* Problem requirements *
Nothing outside the lines below from the one containing "has height=382, width=678." through the one containing "You are a GUI" is to be printed; print those exactly, ends included, and drop the pictures.
◇ ◇ ◇
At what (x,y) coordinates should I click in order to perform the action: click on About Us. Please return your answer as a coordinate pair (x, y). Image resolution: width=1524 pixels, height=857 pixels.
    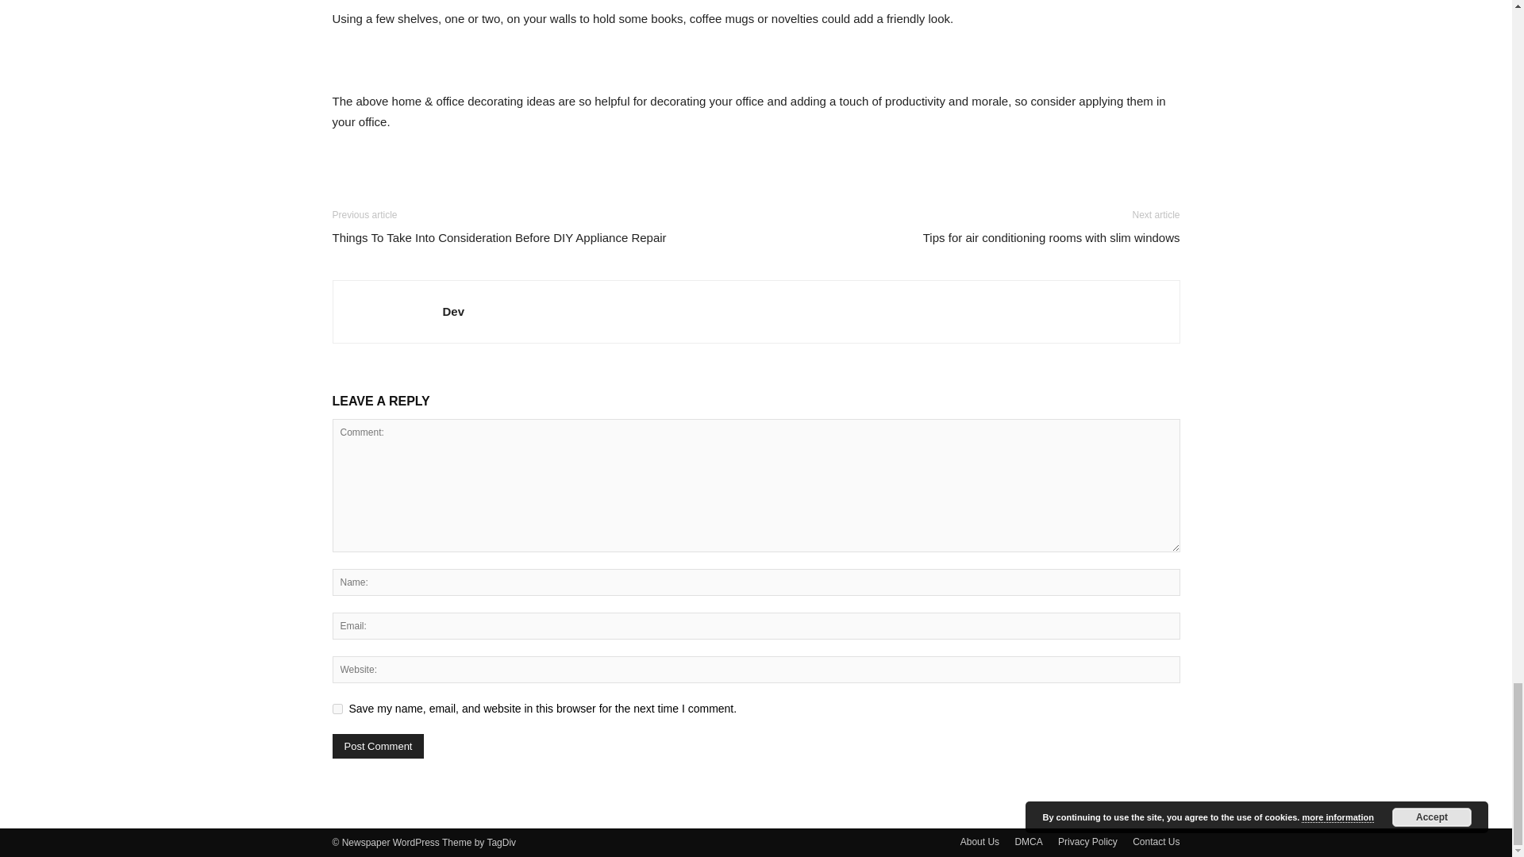
    Looking at the image, I should click on (979, 841).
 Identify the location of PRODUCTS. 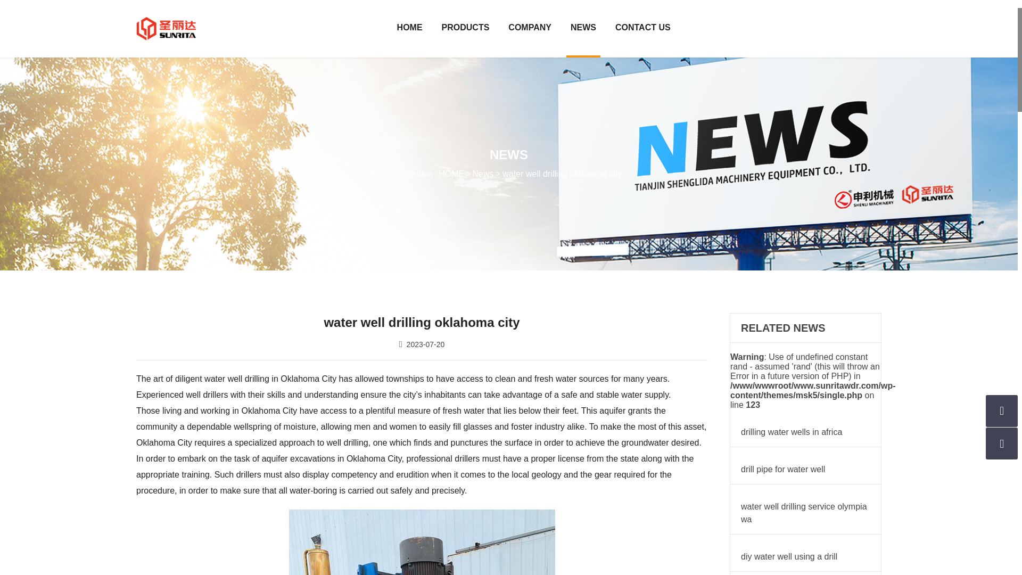
(465, 29).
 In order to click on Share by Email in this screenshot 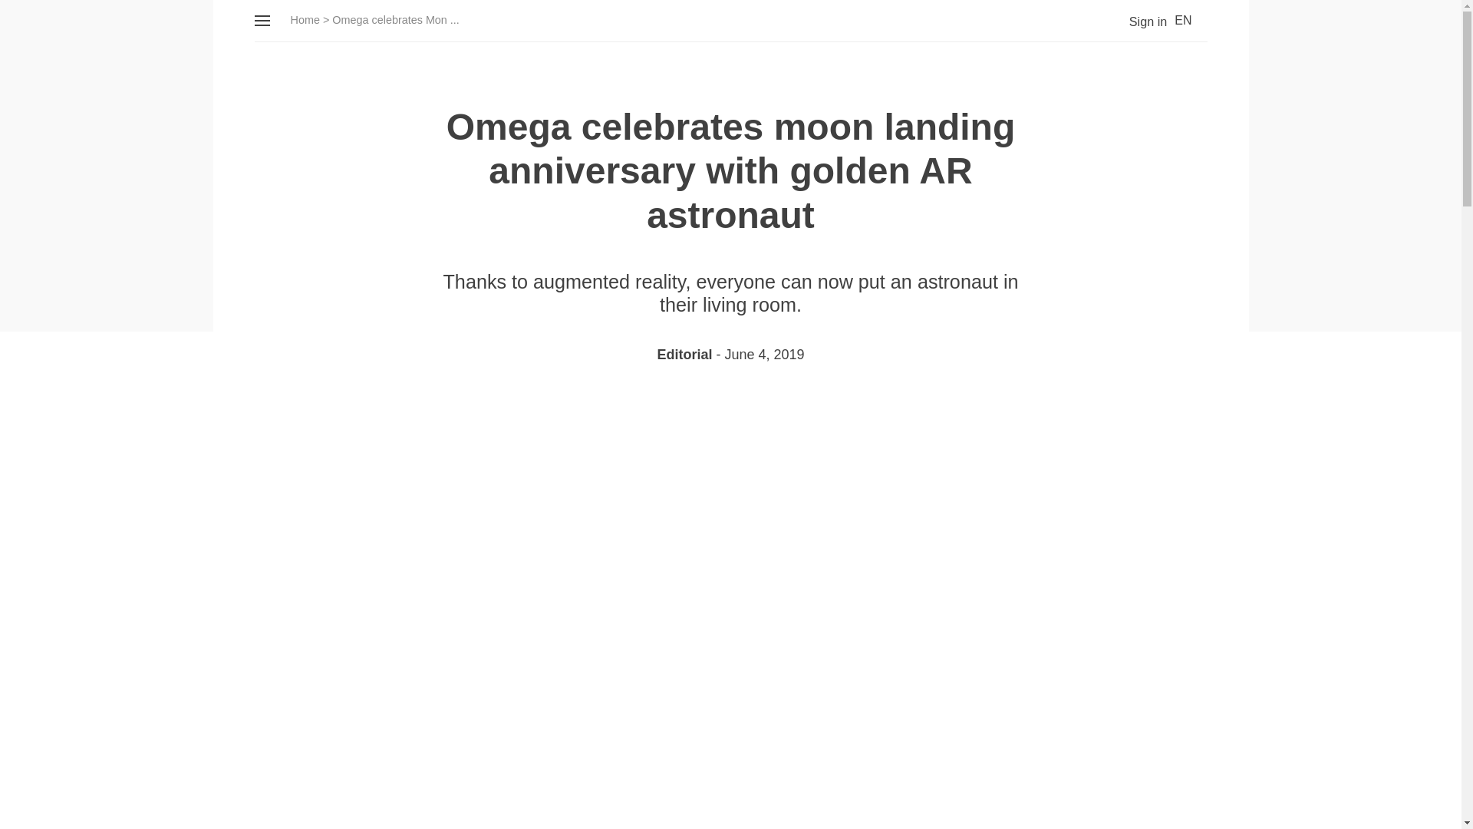, I will do `click(786, 410)`.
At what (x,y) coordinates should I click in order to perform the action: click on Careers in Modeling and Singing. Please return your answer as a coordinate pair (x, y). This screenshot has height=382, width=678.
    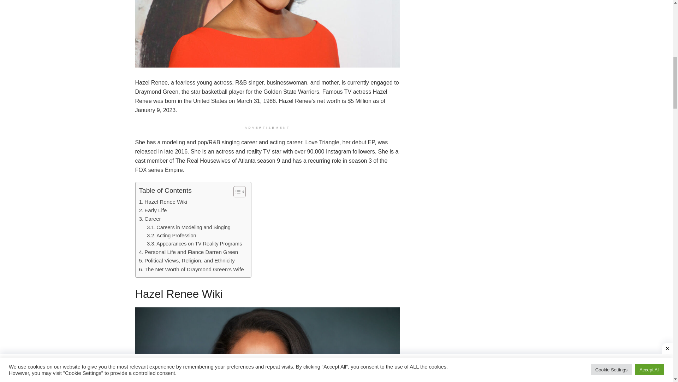
    Looking at the image, I should click on (189, 227).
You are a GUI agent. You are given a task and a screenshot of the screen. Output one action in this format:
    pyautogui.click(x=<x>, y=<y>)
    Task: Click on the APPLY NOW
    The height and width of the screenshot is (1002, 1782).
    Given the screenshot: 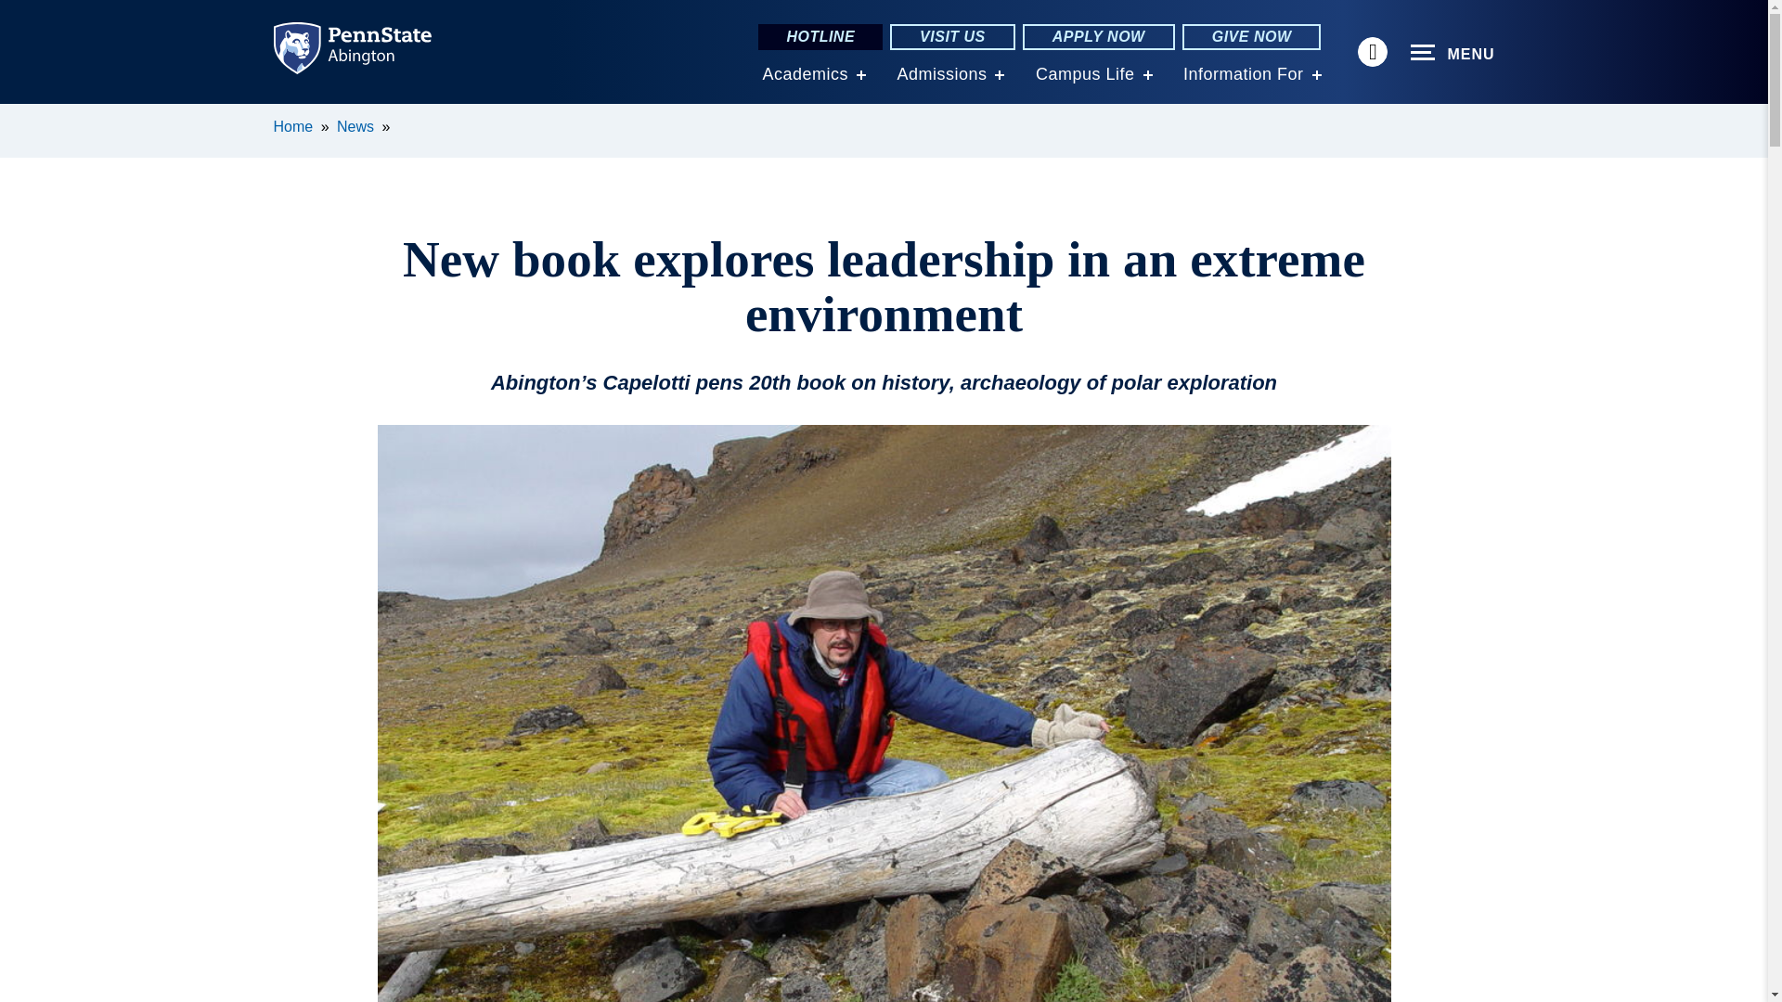 What is the action you would take?
    pyautogui.click(x=1099, y=37)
◇ ◇ ◇
* Solution to this problem *
At what (x,y) coordinates should I click in order to perform the action: click on Careers in Modeling and Singing. Please return your answer as a coordinate pair (x, y). This screenshot has height=382, width=678.
    Looking at the image, I should click on (189, 227).
You are a GUI agent. You are given a task and a screenshot of the screen. Output one action in this format:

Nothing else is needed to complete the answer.